Dr. Lipshitz would like you to think so, and he certainly doesn't believe anything I have ever had to say on the subject. However, what is the point then, of pursuing audio, if you can't hear the difference?
In the end, I just have to trust my ears, and TRY to correlate what I hear with whatever measurements I can make, and trust myself for the rest. Works for me.
Hear hear. Always trust your ears! 🙂
I used to follow a similar design process - listen, iterate the circuit, listen again, measure something, etc. This worked up to a point for me but I found I kept getting stuck on intermediate plateaus with a handful of design rules of thumb that were more or less loosely correlated to sound quality. I don't do this anymore.
traderbam said:
Hear hear. Always trust your ears! 🙂
I used to follow a similar design process - listen, iterate the circuit, listen again, measure something, etc. This worked up to a point for me but I found I kept getting stuck on intermediate plateaus with a handful of design rules of thumb that were more or less loosely correlated to sound quality.

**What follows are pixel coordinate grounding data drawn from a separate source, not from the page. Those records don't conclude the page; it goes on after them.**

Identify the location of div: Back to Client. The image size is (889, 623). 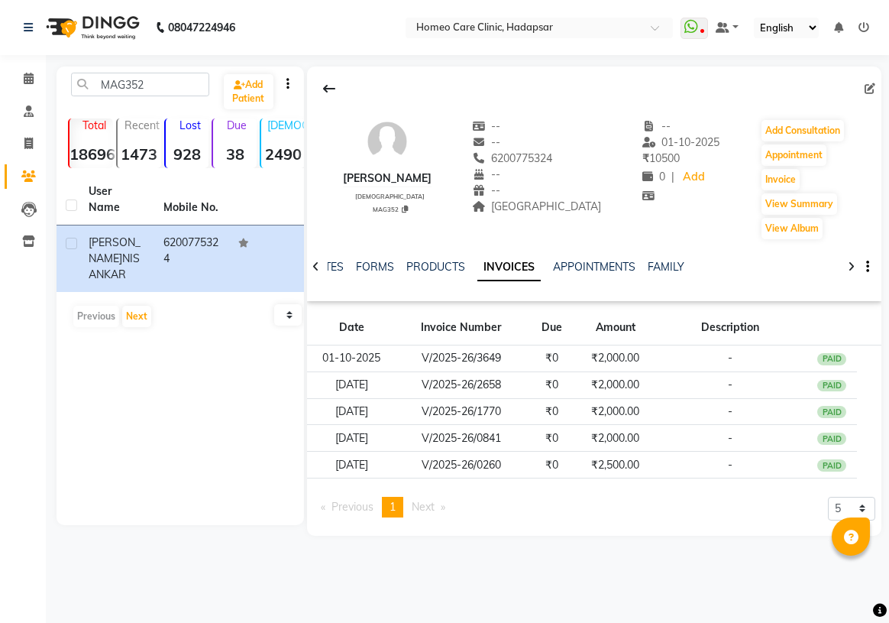
(329, 89).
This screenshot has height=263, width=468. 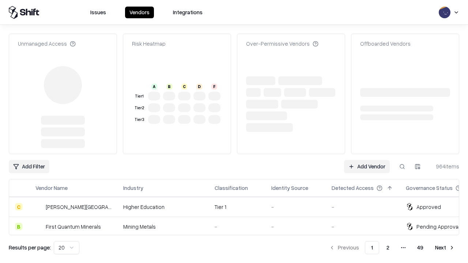 I want to click on div: Higher Education, so click(x=163, y=207).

I don't do this anymore.
Hello Traderbam
So how to you design, do you have a technical goal , and how do you improve your design.

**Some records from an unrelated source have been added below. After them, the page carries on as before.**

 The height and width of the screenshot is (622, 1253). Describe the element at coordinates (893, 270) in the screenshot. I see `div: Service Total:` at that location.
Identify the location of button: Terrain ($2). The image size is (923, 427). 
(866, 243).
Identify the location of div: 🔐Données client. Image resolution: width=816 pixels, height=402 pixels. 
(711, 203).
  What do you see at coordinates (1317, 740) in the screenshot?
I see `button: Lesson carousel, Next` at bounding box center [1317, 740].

What reference speaker do you use for evaluation.
Regards
Arthur
PMA said:Some of them, like PSU intermodulation skirts, jitter and DAC spuriae SFDR are known even to pure objectivists. The other are not easy to find by steady-state harmonic analysis with emphasized periodicity and averaged non-periodicity.
Ok, trying to be patient here 😀
In DACs, Spurious-Free Dynamic Range (SFDR) is the ratio of the RMS amplitude of the carrier frequency to the RMS value of their next largest distortion component.
Now, please try to explain to an objectivist how is this a "non-harmonic, but signal correlated distortion". Include in the explanation how any kind of intermodulation distortion (including "PSU intemodulation", whatever that is) can be non-harmonic. I'm not asking about (nondeterministic) jitter, 'cause that's affecting the noise floor and is therefore out of topic.
john curl said:
<snip>
It just would not make any sense otherwise, unless all golden ears are crazy and foolish. I know that many here would like to believe that, as it would ease their insecurities, but it just doesn't follow with experience that everything is imaginary.
Dr. Lipshitz would like you to think so, and he certainly doesn't believe anything I have ever had to say on the subject. However, what is the point then, of pursuing audio, if you can't hear the difference?
In the end, I just have to trust my ears, and TRY to correlate what I hear with whatever measurements I can make, and trust myself for the rest. Works for me.
And the corollary, if it's not there, then Muntz it. You certainly need to make a difference to survive. It's understandable.
OK, on to a practical problem. Since most of us are stuck with 2SK170/2SJ74 pairs for complimentary design I had a question about adjusting for residual evens due to inevitable mismatch. The two circuits in my picture have identical noise, gm, and small signal transfer function (distortion with ideal matched compliments). The circuit on the left however allows easy trim (by adjusting R6/R11) for seconds with minimal offset voltage implications.
I’m not showing the rest of the circuit for now but sims give me a tolerance of +-10% on Idss match for very little performance degradation as long as one is willing to do two interactive trims.
BTW the "rest of the circuit" uses all four currents equally so the input is used in a completely complimentary fashion.
I’m not showing the rest of the circuit for now but sims give me a tolerance of +-10% on Idss match for very little performance degradation as long as one is willing to do two interactive trims.
BTW the "rest of the circuit" uses all four currents equally so the input is used in a completely complimentary fashion.